Half-way up the stairs little Paul, shining and rosy from supper, lurked in ambush for his evening game. Ralph was fond of stooping down to let the boy climb up his outstretched arms to his shoulders, but today, as he did so, Paul’s hug seemed to crush him in a vice, and the shout of welcome that accompanied it racked his ears like an explosion of steam-whistles. The queer distance between himself and the rest of the world was annihilated again: everything stared and glared and clutched him. He tried to turn away his face from the child’s hot kisses; and as he did so he caught sight of a mauve envelope among the hats and sticks on the hall table.

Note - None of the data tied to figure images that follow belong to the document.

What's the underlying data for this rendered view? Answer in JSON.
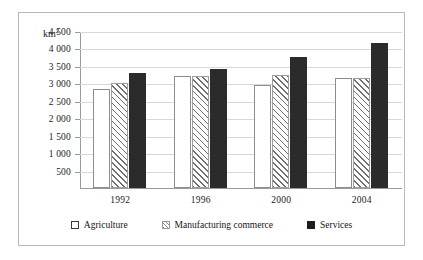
{
  "chart_data": {
    "type": "bar",
    "title": "",
    "xlabel": "",
    "ylabel": "km²",
    "unit_label": "km²",
    "categories": [
      "1992",
      "1996",
      "2000",
      "2004"
    ],
    "series": [
      {
        "name": "Agriculture",
        "values": [
          2850,
          3200,
          2950,
          3150
        ],
        "style": "white-outline",
        "color": "#ffffff"
      },
      {
        "name": "Manufacturing commerce",
        "values": [
          3000,
          3200,
          3250,
          3150
        ],
        "style": "diagonal-hatch",
        "color": "#707070"
      },
      {
        "name": "Services",
        "values": [
          3300,
          3400,
          3750,
          4150
        ],
        "style": "solid-black",
        "color": "#2b2b2b"
      }
    ],
    "ylim": [
      0,
      4500
    ],
    "ytick_values": [
      4500,
      4000,
      3500,
      3000,
      2500,
      2000,
      1500,
      1000,
      500
    ],
    "ytick_labels": [
      "4 500",
      "4 000",
      "3 500",
      "3 000",
      "2 500",
      "2 000",
      "1 500",
      "1 000",
      "500"
    ],
    "grid": true,
    "legend_position": "bottom"
  },
  "legend": {
    "items": [
      {
        "label": "Agriculture"
      },
      {
        "label": "Manufacturing commerce"
      },
      {
        "label": "Services"
      }
    ]
  }
}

Instantly he passed Paul over to his nurse, stammered out a word about being tired, and sprang up the long flights to his study. The pain in his head had stopped, but his hands trembled as he tore open the envelope. Within it was a second letter bearing a French stamp and addressed to
himself. It looked like a business communication and had apparently been sent to Undine’s hotel in Paris and forwarded to him by her hand. ‘Another bill!’ he reflected grimly, as he threw it aside and felt in the outer envelope for her letter. There was nothing there, and after a first sharp pang of disappointment he picked up the enclosure and opened it.